Table 3: White space characters*
Unicode code | Name |
---|---|
U+0020 | SPACE |
U+0009 | CHARACTER TABULATION |
U+00A0 | NO-BREAK SPACE |
U+2000 | EN QUAD |
U+2001 | EM QUAD |
U+2002 | EN SPACE |
U+2003 | EM SPACE |
U+2004 | THREE-PER-EM SPACE |
U+2005 | FOUR-PER-EM SPACE |
U+2006 | SIX-PER-EM SPACE |
U+2007 | FIGURE SPACE |
U+2008 | PUNCTUATION SPACE |
U+2009 | THIN SPACE |
U+200A | HAIR SPACE |
U+205F | MEDIUM MATHEMATICAL SPACE |
U+3000 | IDEOGRAPHIC SPACE |
U+1680 | OGHAM SPACE MARK |
Full stop
The regular dot "." expected in domain names is a U+002E (FULL STOP), see Table 2 above. There are other characters that may be entered instead due to the script setting. Table 4 lists full stop characters that are to be mapped into the ASCII FULL STOP (Unicode TR 46, section 2.3). That mapping must be done before any verification or checks of the dot and before splitting Domain Name into labels.

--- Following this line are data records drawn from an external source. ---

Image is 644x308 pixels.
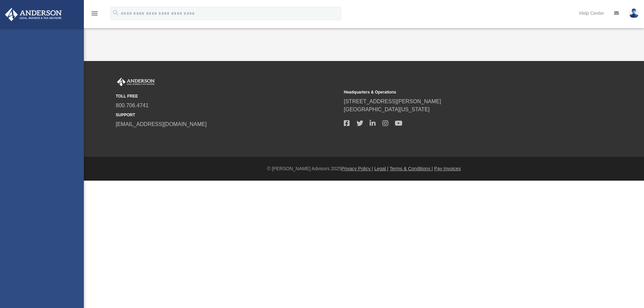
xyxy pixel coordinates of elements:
i: menu [91,9,99,17]
small: TOLL FREE [116,93,339,99]
img: User Pic [629,9,639,18]
a: menu [91,13,99,17]
small: SUPPORT [116,112,339,118]
a: 800.706.4741 [116,103,149,108]
a: [EMAIL_ADDRESS][DOMAIN_NAME] [116,121,206,127]
div: © [PERSON_NAME] Advisors 2025 [84,165,644,172]
a: Terms & Conditions | [390,166,433,171]
img: Anderson Advisors Platinum Portal [3,8,64,21]
a: [STREET_ADDRESS][PERSON_NAME] [343,98,441,104]
small: Headquarters & Operations [343,89,567,95]
i: search [112,9,119,16]
a: Privacy Policy | [341,166,373,171]
img: Anderson Advisors Platinum Portal [116,78,156,86]
a: Pay Invoices [434,166,461,171]
a: [GEOGRAPHIC_DATA][US_STATE] [343,106,430,112]
a: Legal | [374,166,388,171]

Table 4: Non-ASCII dots (Full Stops) using Unicode codes
Unicode code | Character | Name |
---|---|---|
U+FF0E | . | FULLWIDTH FULL STOP |
U+3002 | 。 | IDEOGRAPHIC FULL STOP |
U+FF61 | 。 | HALFWIDTH IDEOGRAPHIC FULL STOP |
Final dot
If the domain name has one final dot it should be removed to create a consistent representation. The exception is the root zone which is always represented by the exact string ".".
Upper case
If the domain name has any letters tagged as "upper case" by the Unicode database, those should be mapped into the equivalent lower case letter. This applies to both ASCII (i.e. "A-Z" mapped into "a-z") in both A- and U-labels and non-ASCII characters found in U-labels (RFC 5895, section 2). This mapping is done before a U-label is converted to A-label. A valid U-label must not contain any upper case letters.
For Zonemaster special rules applies to U+0049 (LATIN CAPITAL LETTER I) and U+0130 (LATIN CAPITAL LETTER I WITH DOT ABOVE).
- LATIN CAPITAL LETTER I is downcased to U+0069 (LATIN SMALL LETTER I) also in Turkish and Azeri locale, i.e. not following the special Unicode rule in those locale (Unicode SpecialCasing).
- Label with LATIN CAPITAL LETTER I WITH DOT ABOVE should be rejected since normal downcasing gives a sequence not reasonable in a domain name context (see "Lowercase Mapping" in LATIN CAPITAL LETTER I WITH DOT ABOVE).
A-label and U-label
DNS can only handle A-labels, not U-label. In the test core suite of Zonemaster only A-labels are used. For normalization, all U-labels are converted to A-labels. Test cases will only handle an ASCII-only Domain Name. Conversion from U-label to A-label should be done as specified for IDNA2008, not IDNA2003.
Terminology
No special terminology for this specification.